China claims a minor island in the South Pacific, which is also claimed by Taiwan and Vietnam. Triton Island is the westernmost island of the Paracel Islands, located close to Vietnam. Since the 1970s, China has occupied the island regardless of the dispute over its possession.
Beijing has been quietly transforming reefs in the South China Sea into islands for years, adding military installations and assets such as missiles, radar systems, and airstrips. The United States has sanctioned the Chinese entities that helped Beijing build artificial islands and militarize them, according to Yahoo News. In many cases where islands did not exist in the sea, China has taken it upon itself to create new islands from scratch.
According to Kitsch Liao, assistant director of the Atlantic Council’s Global China Hub, Beijing’s increasingly aggressive and coercive behavior in the region over the past few months makes the buildup on the islands particularly worrisome. The buildup on the islands could provide China with key logistics that could aid it in projecting force in the region.
Woody Island, China’s largest military facility in the Paracel Islands, already has a population of approximately 1,000 people, an airfield, combat aircraft hangars, and HQ-9 surface-to-air missile batteries. According to satellite images captured this month and shared with The Daily Beast, it is now evident that China has begun constructing what appears to be an airstrip on a disputed island in the South China Sea.
The Daily Beast analyzed a satellite image captured by Planet Labs PBC on August 10 that reveals new construction on Triton Island. Compared to a Planet Labs PBC satellite image of the same island in March, Beijing has been busy expanding the island, which, according to maps, measures approximately 1 mile by several thousand feet.
According to The Drive, which first reported on the development, construction of the aerodrome on Triton Island has begun in recent weeks. According to an Associated Press analysis, the airstrip is likely longer than 600 meters or about 2,000 feet, allowing it to accommodate turboprop aircraft and unmanned aerial vehicles.
Yahoo News noted:
The airstrip is the latest indication that Beijing is continuing to militarize islands as part of a broader strategy to expand China’s presence in the South China Sea. Just last year, China had fully militarized three islands in the South China Sea, in a move that the Pentagon assessed was aimed at destabilizing the region and allowing China to extend its offensive capabilities beyond its own shores, by flying fighters, bombers, and more.
It is believed that China’s use of the islands pertains to Vietnam, and that the nature of the islands indicates reconnaissance and the onset of a conflict.
“The main target of Triton Island is Vietnam, not Taiwan,” Kitsch Liao, assistant director of the Atlantic Council’s Global China Hub told The Daily Beast. “This is [the] Chinese grand strategy in the SCS. From the preliminary assessment, the build-up on Triton Island may be a secondary base in the Paracel Islands [which could] function as [an] auxiliary base for the main base on the Woody Island.”

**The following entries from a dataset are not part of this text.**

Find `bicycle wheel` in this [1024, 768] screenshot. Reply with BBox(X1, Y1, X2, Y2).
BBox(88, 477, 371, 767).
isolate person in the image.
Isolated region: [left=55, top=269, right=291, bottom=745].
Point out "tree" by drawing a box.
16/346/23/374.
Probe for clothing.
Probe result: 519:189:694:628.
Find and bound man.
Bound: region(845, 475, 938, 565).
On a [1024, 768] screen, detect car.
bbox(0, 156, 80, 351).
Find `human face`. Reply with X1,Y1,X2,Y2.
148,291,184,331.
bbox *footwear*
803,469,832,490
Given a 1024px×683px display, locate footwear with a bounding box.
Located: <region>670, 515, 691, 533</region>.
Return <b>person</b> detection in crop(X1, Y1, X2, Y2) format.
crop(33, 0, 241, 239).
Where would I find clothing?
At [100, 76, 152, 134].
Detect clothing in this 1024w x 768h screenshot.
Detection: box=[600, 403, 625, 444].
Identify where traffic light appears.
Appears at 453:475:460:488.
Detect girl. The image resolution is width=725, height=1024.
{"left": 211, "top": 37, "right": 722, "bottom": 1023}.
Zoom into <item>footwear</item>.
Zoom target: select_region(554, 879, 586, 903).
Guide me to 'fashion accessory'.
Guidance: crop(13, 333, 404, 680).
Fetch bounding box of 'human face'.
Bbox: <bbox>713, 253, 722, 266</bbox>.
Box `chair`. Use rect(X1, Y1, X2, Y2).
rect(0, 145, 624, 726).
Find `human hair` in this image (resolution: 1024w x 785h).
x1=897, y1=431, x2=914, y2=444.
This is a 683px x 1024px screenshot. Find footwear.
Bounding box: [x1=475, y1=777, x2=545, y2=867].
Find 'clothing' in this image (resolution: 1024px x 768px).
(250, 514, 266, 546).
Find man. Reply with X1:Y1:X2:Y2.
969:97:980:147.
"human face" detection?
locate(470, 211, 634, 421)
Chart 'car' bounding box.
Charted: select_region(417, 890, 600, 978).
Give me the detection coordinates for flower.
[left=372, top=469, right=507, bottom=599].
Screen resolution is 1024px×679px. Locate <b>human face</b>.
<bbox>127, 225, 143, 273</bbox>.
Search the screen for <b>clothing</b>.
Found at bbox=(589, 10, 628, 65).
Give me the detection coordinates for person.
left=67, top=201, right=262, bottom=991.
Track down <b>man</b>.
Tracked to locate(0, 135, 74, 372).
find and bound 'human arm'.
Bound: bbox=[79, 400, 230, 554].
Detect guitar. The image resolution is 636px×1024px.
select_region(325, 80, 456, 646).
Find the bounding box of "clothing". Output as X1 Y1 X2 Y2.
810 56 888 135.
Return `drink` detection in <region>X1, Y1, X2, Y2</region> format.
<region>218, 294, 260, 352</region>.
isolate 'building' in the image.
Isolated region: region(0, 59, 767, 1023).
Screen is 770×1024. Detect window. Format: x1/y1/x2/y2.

“The Great Walls of SCS have been built on sand, which are vulnerable during the war because they are not defensible,” Si-fu Ou, of Taiwan’s Institute for National Defense and Security Research said. “In peacetime, however, the man-made islands are quite useful to conduct a variety of the missions, for instance, presence, ISR (intelligence, surveillance, and reconnaissance), situation awareness, and gray zone-tactics.”
Brad Martin, a retired U.S. Navy officer and senior policy researcher at RAND, told The Daily Beast that the Triton Island expansion may also be an attempt to make it more difficult for China’s adversaries to successfully counteract a potential move to seize Taiwan.
“It’s just a way of multiplying places to put things. And in addition, the more places they have to put things, if a war should occur, the more places they can go, the more places the United States and its partners, and allies have to target. And that creates a resource drain for the force. It will be trying to defend Taiwan,” said Martin, who previously served as an operations analyst at the Pentagon’s Office of the Chief of Naval Operations. “The more lily pads there are, the more places there are to play Whac-A-Mole, the harder it is for the opposing force to deal with it.”
China has previously asserted that its island construction is solely defensive. However, its construction on islands overlaps with the territorial interests of Brunei, Malaysia, Taiwan, Vietnam, and the Philippines, as well as international trade routes. Yahoo reports that China’s Coast Guard has had several incidents with the Philippines in the Spratly Islands this year.
China’s denial of the apparent initiative has prompted the United States to dispatch ships close to the contested islands. As in previous years, a U.S. guided-missile destroyer will undertake “freedom of navigation operations” (FONOPs) at least twice this year near the Paracel and Spratly Islands to prove its point.